Cole was born in Jersey City, New Jersey, USA on 12 July 1876. He was the son of noted engraver Timothy Cole. Cole studied art first under Isaac Craig, in Italy, then in Paris from 1892 to 1901 with Jean Paul Laurens and Jean-Joseph Benjamin-Constant at the Académie Julian, and later at the École des Beaux-Arts. In the mid-1890s, he began to produce many vibrant works, mostly various still lifes and portraits. His painting of Dante was exhibited in the 1900 Paris Salon, and more artwork was displayed at the 1901 Pan-American Exposition in Buffalo, New York.
Cole moved to England and married sculptress Margaret Ward Walmsley in 1903. He began to venture into the fields of wood/steel engraving and etching, but these works sold substantially less than his portraits.
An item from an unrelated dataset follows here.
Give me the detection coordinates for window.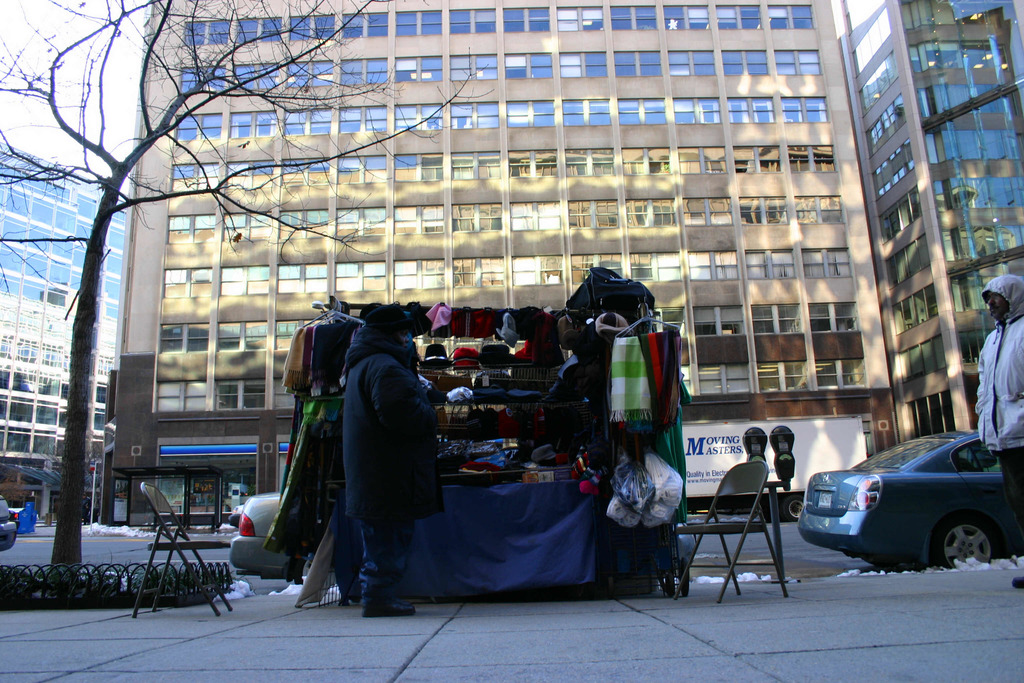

He contributed several drawings to the Encyclopædia Britannica. They moved again, to the United States, in 1911.
In 1918, Cole became a member of the Salmagundi Club, the nation’s oldest professional art club. From 1924 to 1931, he taught portrait and still life classes at Cooper Union. He was elected to the National Academy of Design in 1930. He was the president of the New York Water Color Club from 1931 to 1941. In the 1940s, Cole worked as a judge of paintings in Max Pochapin’s Manhattan Hall of Art, a merchandising art gallery, which was a revolutionary idea at the time. From 1952 to 1953, he was president of Allied Artists of America. His first wife died in 1961, and Cole married Anita Rio, a singer, and the widow of painter Eugene Higgins, in 1962. She died in 1973.
Cole actively painted and exhibited up to the age of 103. He died at New York’s Chelsea Hotel, where he had lived for 35 years. Cole’s work is in the permanent collections of London’s National Portrait Gallery and the Brooklyn Museum, and his papers are stored at the Smithsonian Institution.
Cole died in New York City, New York, USA, on 25 November 1988 at the age of 112 years, 136 days.
On 14 December 1986, following the death of 111-year-old Joe Thomas of Louisiana, he became the oldest living man in the United States, at the age of 110.
On 5 January 1987, following the death of 111-year-old Herman Smith-Johannsen, he became the world’s oldest living man, at the age of 110 years, 177 days.
On 25 April 1988, following the death of 112-year-old Elzona Maxey of Oklahoma, he became the oldest living person in the United States.
At the time of death, he was believed to be the oldest verified man ever and the first to reach 112, however the case of Mathew Beard (1870–1985) was later validated meaning that Cole never had that title. The case of the 112-year-old James M. King (1854–1967) was later discovered as well. King’s age is currently pending by the GRG, and he reached the age of 112 more than 20 years before Cole did.